Monthly Archives: May 2017

Now is the time

Blog 29th May 2017

My Writing Life

One week has passed since the attacks in Manchester and the horror is still sinking in as each day there is more detail. I have been feeling too numb to write and hoping to do something for the writing group on Wednesday.

Here the flag is flying at half mast on our Town Hall. Yesterday I heard there were young people from one of our local high schools present at the concert. They all survived unhurt but are traumatised by what they saw as they made their escape from the arena.

In the days immediately following the bombing there were messages from all over the world offering shared grief and expressions of compassion and solidarity. The most immediate and powerful of these came from our neighbours in Europe, many of whom have experienced recent terror attacks and could voice their understanding of what we are going through as a country.

Of all of these messages the image that stays with me is of the newly elected president of France, Emmanuel Macron. He walked from the Elysee Palace a few hundred yards along the street to the Faubourg St Honore to the British Embassy. The television pictures showed him walking along the pavement with the Prime Minister and two security guards. The image was of a man walking along a street in his own city to visit a friend how had received bad news.  It managed to be at the same time simple, touching and statesmanlike.

Images like this bring us back inevitably to the big question. Why, in our time of trouble are we leaving our closest and best friends, leaving the European Union,  walking away in pursuit of a misguided sense of identity and of independence both of which we have already?

Surely after the catastrophic and tragic events of last Monday we should think again. As a country we could do worse than take a leaf out of Manchester’s book.  All week report after report has been about w Manchester is coming together, standing strong against the backlash of Islamophobia, against our real enemies who seek to destroy our civilisation, our belief in democracy, our way of life.
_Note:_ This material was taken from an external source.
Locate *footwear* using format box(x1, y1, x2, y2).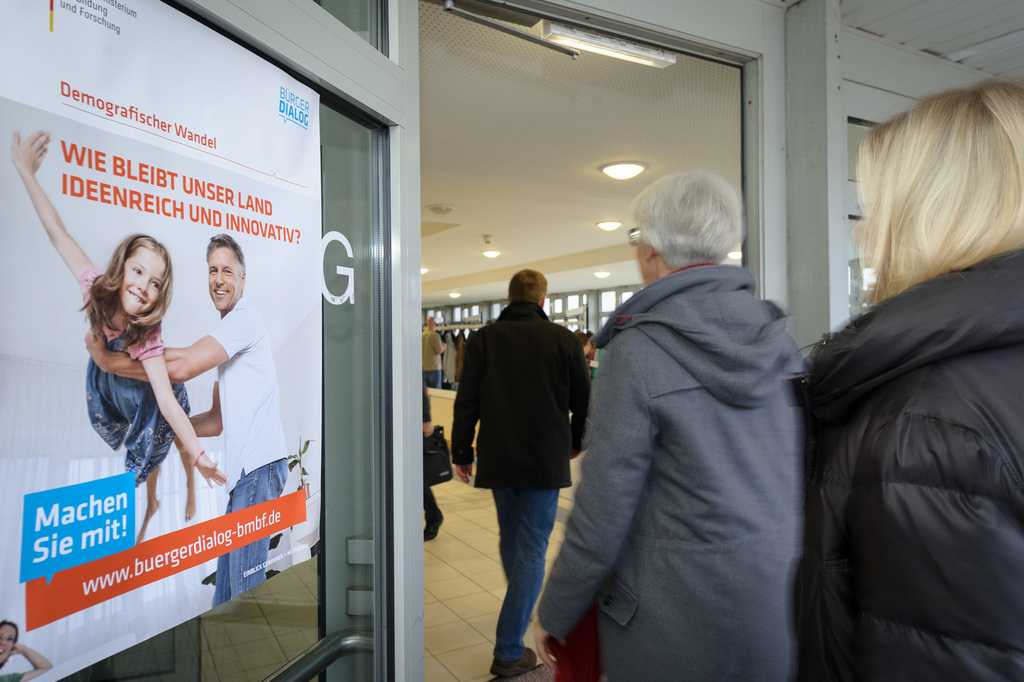
box(495, 644, 538, 668).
Our European neighbours, and among them those who come here to be members of our families and to live and work with us, are not our enemies. They share our values and our aspirations for a liberal and free society.

Now is the time when we are up against it, challenged by the evil of extremism and fanaticism. Now is surely then the time for us to come together, and now is not the not the time to walk away.

My Reading Week

I am currently reading Helen Dunmore’s latest novel, Birdcage Walk. I have found the story moves slowly, but I do enjoy the way she writes an historical novel in contemporary idiom. The end is pleasingly surprising and dramatic!

Hare in the Headlights

 Lots coming up

Most importantly I am helping Alan rice to organise Elizabeth Burns: legacies on the 23rd June her in Lancaster at the Gregson Centre. It will be an opportunity to hear some of Elizabeth’s poems, .to see the film of A potter, a Painter and a Poet her collaborative venture with artist Ann Gilchrist and potter Paul Tebble  and was the last work  she undertook before her death on 2015, and to hear tributes form poets and writers here in Lancaster who have been inspired by her and had the privilege of working with her in  workshops and groups.
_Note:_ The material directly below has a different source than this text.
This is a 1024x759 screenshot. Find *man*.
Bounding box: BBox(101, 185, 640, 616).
Also gearing up to give a workshop in Ambleside early in July as well as writing on …

 

 

The Untold Story of Yesterday

Poets, and all writers, should always be concerned with what is said and what is left unsaid. So when we watch or listen to the news we are always looking for what is not reported for what is left out of the headlines. It is not so much the fake news as the unreported that gives the bias of the media source away.

With a general election in the offing, and I can’t ignore it, sorry, I am a political creature, I find myself thinking about what I know has happened and has not been told. My duty as a writer and poet is to tell the untold stories, so here is one from yesterday, and I don’t mean long go, I mean yesterday, Saturday 13th April 2017.

The radio the TV and newspapers and the internet were busy reporting the endless and very boring and predictable exchange of personal insults between politicians that now passes for campaigning, (Yes we know you don’t like him Teresa, so what?) and the ransom ware cyber attack and the Eurovision song contest.

While here where I live something much more important, and in some ways more significant, was happening. Having been a teacher for the best part of forty years I remain passionate about education. So I joined a gathering of some 900 people in outside the Town Hall to protest against the education cuts proposed by the current Tory government which will take place if they win the election.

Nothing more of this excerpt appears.